Dean Esserman '83
Chief of Police, Providence, RI
Dean Esserman '83, the police chief of Providence, Rhode Island, practices law enforcement the same way that his father once practiced neighborhood medicine in Manhattan. For Mr. Esserman’s father that meant caring for patients in their homes. For Mr. Esserman, it means forging personal ties between police officers and the citizens they serve.
Indeed, as a young man Mr. Esserman was so inspired by the personal interest his father took in patients’ lives that he planned to become a doctor, too. In high school he trained as an EMT, often working side by side with police officers. That experience had a profound effect: Mr. Esserman was so impressed by how fully immersed police officers were in community life that midway after starting Dartmouth College as a pre-med, he decided to change course, and graduated with a major in history.
Mr. Esserman enrolled at NYU Law with an intuitive belief that social justice was born more from understanding social conditions than from doing good deeds. Professor David Richards helped firm up this idea by introducing him to mens rea – the premise that understanding the intent behind a crime is a cornerstone of a just legal process.
"Learning about mens rea,” recalls Mr. Esserman, “gave me an understanding of the philosophy of punishment in a free society."
After graduation, Mr. Esserman was hired as an assistant district attorney in Brooklyn, where he worked for three years. Then, in 1987, he accepted a temporary transfer to the U.S. attorney's office for the Eastern district to work on narcotics and conspiracy cases. That year, he co-investigated and co-prosecuted two cases, and was in the process of submitting his papers to make the move permanent when the New York Transit Police asked him to become their General Counsel.
"They created the job for me," says Mr. Esserman, who had impressed the Transit Police during an internship with the agency while at Dartmouth and then during a one-year position after completing his undergraduate degree. His initial task was to defend the agency against allegations that plain-clothes officers were making false arrests. Mr. Esserman helped clear the officers of wrongdoing and then took on the task of overseeing the agency’s disciplinary department, as well as its Criminal Law Education Division. He welcomed the responsibility, noting that, at the time, the New York Transit Police were the sixth largest police force in the nation.
At the same time, he developed formative relationships with Chief William Bratton and New York City Police Commissioner Lee Brown, who both saw police chief material in Mr. Esserman. The two older men took him to dinner atop the World Trade Center in 1991 and told him that they had put his name forward to become assistant chief of police in New Haven.
Faced with the prospect of leaving New York, Mr. Esserman asked his girlfriend Gilda Hernandez, a transit police detective, to leave her job and join him in New Haven. "She was the toughest and best cop I ever met," he says. She said yes, and the two were married the next year.
The move also marked a turning point in Mr. Esserman's career. He was in his mid thirties and leaving his life as an attorney to become a policeman. So, in 1991, at the behest of the state, he entered the police academy as a cadet, while at same time he assumed his position as assistant chief of police.
Mr. Esserman returned to New York in 1993 to serve as Chief of Police for the Metropolitan Transportation Authority (MTA) Metro North. In that role, he led an agency-wide terrorism threat-assessment study and implemented a multi-million dollar security upgrade at Grand Central station.
Then, in 1998, the new mayor of Stamford, Connecticut, asked Mr. Esserman to help him revamp the city’s police force as chief of police. This was his first opportunity to shape law enforcement for an entire community. His idea -- inspired by his father's medical practice -- was to develop a community-based policing program centered on the premise that if police officers developed stronger personal relationships with their constituents, then crime would go down. Mr. Esserman believes that strategy is largely to thank for the 50 percent drop in crime during his three years on the job.
Mr. Esserman briefly moved into the private sector in 2001 to serve as executive managing director of Thacher Associates, a New York based corporate integrity and compliance firm. But in late 2002, the new mayor of Providence called. The police department, the mayor said, was riddled with corruption and he wanted Mr. Esserman to clean it up as the new chief.
For Mr. Esserman, the offer was an opportunity to apply the methods he had developed in Stamford to a larger and more urban environment. So he moved up to Providence in early 2003 and was soon joined by his wife—now a school administrator—and three children.
Mr. Esserman has once again overseen a drop in crime through the creation of several neighborhood-based police substations, where officers serve extended terms that can last several years. Mr. Esserman says such intimate policing can be personally taxing. He makes it his policy to visit all shooting victims in the hospital. He recently called on a 19-year-old girl who had been shot by her boyfriend. These visits fuel a sense of moral outrage in him about violent crime that he says is a necessary ingredient to fomenting real change.
"My father was a doctor who helped people,” says Mr. Esserman, “and I have come to realize I can pursue his goals of social justice through policing."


Task prompt → Output the line that contains "The height and width of the screenshot is (718, 1440).", then every line beneath it through the end of the records, exactly as given and with no other lines.
======== Exercise inputs ========
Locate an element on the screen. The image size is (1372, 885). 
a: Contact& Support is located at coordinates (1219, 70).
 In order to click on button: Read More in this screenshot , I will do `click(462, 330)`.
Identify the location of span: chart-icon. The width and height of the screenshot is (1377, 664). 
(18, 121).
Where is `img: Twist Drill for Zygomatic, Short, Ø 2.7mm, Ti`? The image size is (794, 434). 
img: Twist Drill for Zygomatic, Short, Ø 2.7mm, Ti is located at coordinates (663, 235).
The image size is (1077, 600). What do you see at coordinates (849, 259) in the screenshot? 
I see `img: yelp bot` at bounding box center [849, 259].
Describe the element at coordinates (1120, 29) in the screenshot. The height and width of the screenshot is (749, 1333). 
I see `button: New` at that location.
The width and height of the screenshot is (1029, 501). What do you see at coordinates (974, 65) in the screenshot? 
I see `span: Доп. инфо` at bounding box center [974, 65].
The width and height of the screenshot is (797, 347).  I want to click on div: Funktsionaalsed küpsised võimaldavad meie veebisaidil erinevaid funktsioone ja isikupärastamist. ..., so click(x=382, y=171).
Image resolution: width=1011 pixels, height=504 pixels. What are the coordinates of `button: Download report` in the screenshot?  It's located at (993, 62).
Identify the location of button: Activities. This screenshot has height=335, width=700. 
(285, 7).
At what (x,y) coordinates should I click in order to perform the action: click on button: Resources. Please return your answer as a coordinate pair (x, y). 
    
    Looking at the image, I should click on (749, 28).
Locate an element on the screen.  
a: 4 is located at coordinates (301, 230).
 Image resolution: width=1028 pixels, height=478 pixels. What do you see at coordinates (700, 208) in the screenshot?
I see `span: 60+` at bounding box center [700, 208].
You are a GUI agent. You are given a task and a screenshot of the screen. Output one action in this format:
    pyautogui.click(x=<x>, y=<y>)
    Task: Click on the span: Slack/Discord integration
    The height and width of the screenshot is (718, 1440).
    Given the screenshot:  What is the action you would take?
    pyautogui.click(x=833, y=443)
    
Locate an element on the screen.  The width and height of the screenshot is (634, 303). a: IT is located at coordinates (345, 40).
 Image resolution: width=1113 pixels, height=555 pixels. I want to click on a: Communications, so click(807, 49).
========
Response below →
    The height and width of the screenshot is (718, 1440).
    Given the screenshot:  What is the action you would take?
    pyautogui.click(x=833, y=443)
    
Locate an element on the screen.  The width and height of the screenshot is (634, 303). a: IT is located at coordinates (345, 40).
 Image resolution: width=1113 pixels, height=555 pixels. I want to click on a: Communications, so click(807, 49).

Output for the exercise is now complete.